Posted on:1982-01-31Degree:Educat.DType:Dissertation
University:Harvard UniversityCandidate:KIMBALL, BRUCE ALANFull Text:PDF
GTID:1477390017465351Subject:Education History
Abstract/Summary:
In an effort to understand the conflict and confusion in American writings on "liberal education" or "liberal arts" in recent decades, I conduct a historical investigation into when, how and by whom the words "liberal education" or "liberal arts" were used; and I build a simple typology to explain the development.;The origins of the term lie in the Latin artes liberales, a curriculum known to the Middle Ages as the normative program that an educated person ought to have studied.
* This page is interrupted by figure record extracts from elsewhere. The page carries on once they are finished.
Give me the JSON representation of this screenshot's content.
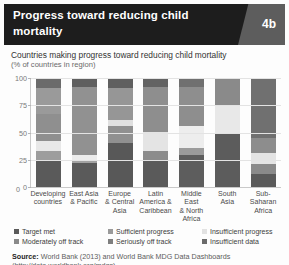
{
  "header": {
    "title": "Progress toward reducing child mortality",
    "badge": "4b"
  },
  "subtitle": {
    "main": "Countries making progress toward reducing child mortality",
    "sub": "(% of countries in region)"
  },
  "source": {
    "label": "Source:",
    "text": " World Bank (2013) and World Bank MDG Data Dashboards",
    "url": "(http://data.worldbank.org/mdgs)."
  },
  "colors": {
    "target_met": "#5a5a5a",
    "sufficient_progress": "#9a9a9a",
    "insufficient_progress": "#e8e8e8",
    "moderately_off_track": "#8a8a8a",
    "seriously_off_track": "#7e7e7e",
    "insufficient_data": "#6b6b6b",
    "header_bg": "#1d1d1d",
    "header_wedge": "#5d5d5d",
    "grid": "#e3e3e3"
  },
  "legend": [
    {
      "label": "Target met",
      "color": "#5a5a5a"
    },
    {
      "label": "Sufficient progress",
      "color": "#9a9a9a"
    },
    {
      "label": "Insufficient progress",
      "color": "#e2e2e2"
    },
    {
      "label": "Moderately off track",
      "color": "#8a8a8a"
    },
    {
      "label": "Seriously off track",
      "color": "#7e7e7e"
    },
    {
      "label": "Insufficient data",
      "color": "#6b6b6b"
    }
  ],
  "chart_data": {
    "type": "bar",
    "subtype": "stacked-bar-100",
    "title": "Countries making progress toward reducing child mortality",
    "xlabel": "",
    "ylabel": "% of countries in region",
    "ylim": [
      0,
      100
    ],
    "yticks": [
      0,
      25,
      50,
      75,
      100
    ],
    "grid": true,
    "legend_position": "bottom",
    "categories": [
      "Developing countries",
      "East Asia & Pacific",
      "Europe & Central Asia",
      "Latin America & Caribbean",
      "Middle East & North Africa",
      "South Asia",
      "Sub-Saharan Africa"
    ],
    "category_lines": [
      [
        "Developing",
        "countries"
      ],
      [
        "East Asia",
        "& Pacific"
      ],
      [
        "Europe",
        "& Central",
        "Asia"
      ],
      [
        "Latin",
        "America &",
        "Caribbean"
      ],
      [
        "Middle East",
        "& North",
        "Africa"
      ],
      [
        "South",
        "Asia"
      ],
      [
        "Sub-Saharan",
        "Africa"
      ]
    ],
    "series": [
      {
        "name": "Target met",
        "color": "#5a5a5a",
        "values": [
          25,
          22,
          40,
          24,
          29,
          50,
          12
        ]
      },
      {
        "name": "Seriously off track",
        "color": "#7e7e7e",
        "values": [
          8,
          3,
          16,
          9,
          7,
          0,
          9
        ]
      },
      {
        "name": "Insufficient progress",
        "color": "#e2e2e2",
        "values": [
          9,
          4,
          5,
          17,
          20,
          25,
          10
        ]
      },
      {
        "name": "Moderately off track",
        "color": "#8a8a8a",
        "values": [
          25,
          0,
          30,
          0,
          0,
          0,
          14
        ]
      },
      {
        "name": "Sufficient progress",
        "color": "#9a9a9a",
        "values": [
          24,
          63,
          0,
          42,
          36,
          25,
          0
        ]
      },
      {
        "name": "Insufficient data",
        "color": "#6b6b6b",
        "values": [
          9,
          8,
          9,
          8,
          8,
          0,
          55
        ]
      }
    ],
    "stacks": [
      {
        "category": "Developing countries",
        "segments": [
          {
            "name": "Insufficient data",
            "value": 9,
            "color": "#6b6b6b"
          },
          {
            "name": "Sufficient progress",
            "value": 24,
            "color": "#9a9a9a"
          },
          {
            "name": "Moderately off track",
            "value": 25,
            "color": "#8f8f8f"
          },
          {
            "name": "Insufficient progress",
            "value": 9,
            "color": "#e8e8e8"
          },
          {
            "name": "Seriously off track",
            "value": 8,
            "color": "#9d9d9d"
          },
          {
            "name": "Target met",
            "value": 25,
            "color": "#5a5a5a"
          }
        ]
      },
      {
        "category": "East Asia & Pacific",
        "segments": [
          {
            "name": "Insufficient data",
            "value": 8,
            "color": "#5f5f5f"
          },
          {
            "name": "Sufficient progress",
            "value": 63,
            "color": "#919191"
          },
          {
            "name": "Insufficient progress",
            "value": 4,
            "color": "#ececec"
          },
          {
            "name": "Seriously off track",
            "value": 3,
            "color": "#a2a2a2"
          },
          {
            "name": "Target met",
            "value": 22,
            "color": "#5a5a5a"
          }
        ]
      },
      {
        "category": "Europe & Central Asia",
        "segments": [
          {
            "name": "Insufficient data",
            "value": 9,
            "color": "#5f5f5f"
          },
          {
            "name": "Moderately off track",
            "value": 30,
            "color": "#969696"
          },
          {
            "name": "Insufficient progress",
            "value": 5,
            "color": "#e0e0e0"
          },
          {
            "name": "Seriously off track",
            "value": 16,
            "color": "#909090"
          },
          {
            "name": "Target met",
            "value": 40,
            "color": "#585858"
          }
        ]
      },
      {
        "category": "Latin America & Caribbean",
        "segments": [
          {
            "name": "Insufficient data",
            "value": 8,
            "color": "#636363"
          },
          {
            "name": "Sufficient progress",
            "value": 42,
            "color": "#8e8e8e"
          },
          {
            "name": "Insufficient progress",
            "value": 17,
            "color": "#e4e4e4"
          },
          {
            "name": "Seriously off track",
            "value": 9,
            "color": "#8c8c8c"
          },
          {
            "name": "Target met",
            "value": 24,
            "color": "#5a5a5a"
          }
        ]
      },
      {
        "category": "Middle East & North Africa",
        "segments": [
          {
            "name": "Insufficient data",
            "value": 8,
            "color": "#707070"
          },
          {
            "name": "Sufficient progress",
            "value": 36,
            "color": "#8e8e8e"
          },
          {
            "name": "Insufficient progress",
            "value": 20,
            "color": "#ededed"
          },
          {
            "name": "Seriously off track",
            "value": 7,
            "color": "#9b9b9b"
          },
          {
            "name": "Target met",
            "value": 29,
            "color": "#5d5d5d"
          }
        ]
      },
      {
        "category": "South Asia",
        "segments": [
          {
            "name": "Sufficient progress",
            "value": 25,
            "color": "#8a8a8a"
          },
          {
            "name": "Insufficient progress",
            "value": 25,
            "color": "#e8e8e8"
          },
          {
            "name": "Target met",
            "value": 50,
            "color": "#5c5c5c"
          }
        ]
      },
      {
        "category": "Sub-Saharan Africa",
        "segments": [
          {
            "name": "Insufficient data",
            "value": 55,
            "color": "#707070"
          },
          {
            "name": "Moderately off track",
            "value": 14,
            "color": "#8d8d8d"
          },
          {
            "name": "Insufficient progress",
            "value": 10,
            "color": "#e4e4e4"
          },
          {
            "name": "Seriously off track",
            "value": 9,
            "color": "#8a8a8a"
          },
          {
            "name": "Target met",
            "value": 12,
            "color": "#5a5a5a"
          }
        ]
      }
    ]
  }
}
However, the formulation of this program can best be attributed to Roman antiquity despite the popular appeal to Greek antiquity, and that Roman program owed more to the rhetorical tradition than the philosophical tradition.;Having gathered characteristics of the Roman orators' liberal arts into a frame labeled "artes liberales ideal," I maintain that this ideal was modified but essentially carried forward in the Middle Ages. Despite the challenge of scholasticism with its appreciation of the philosophical tradition in the eleventh, twelfth and thirteenth centuries, the artes liberales ideal persevered and was reinvigorated in the Renaissance and subsequently passed to the American colonies.;Meanwhile, characteristics that would come to be associated with a different ideal of liberal education arose among leaders of the seventeenth-century scientific revolution and eighteenth-century Enlightenment who looked back reverently to the Socratic philosophical tradition. Gathered into a frame labeled "liberal-free ideal," those characteristics entered discussion about "liberal education" in the late eighteenth and early nineteenth centuries.;Over the nineteenth century, those holding to the traditional ideal adapted their arguments to the more modern one, producing a position that I denote as "artes liberales accommodated." Conversely, as the liberal-free ideal entered the mainstream of definitions for liberal education in the late nineteenth and early twentieth centuries, it necessarily adapted to the traditional ethos and to institutional constraints, yielding what I call the "liberal-free accommodation.".;When these four approaches are included together in a simple typology, I demonstrate that much of the conflict, confusion and ambiguity in contemporary American discussion about "liberal education" can be comprehended and explained.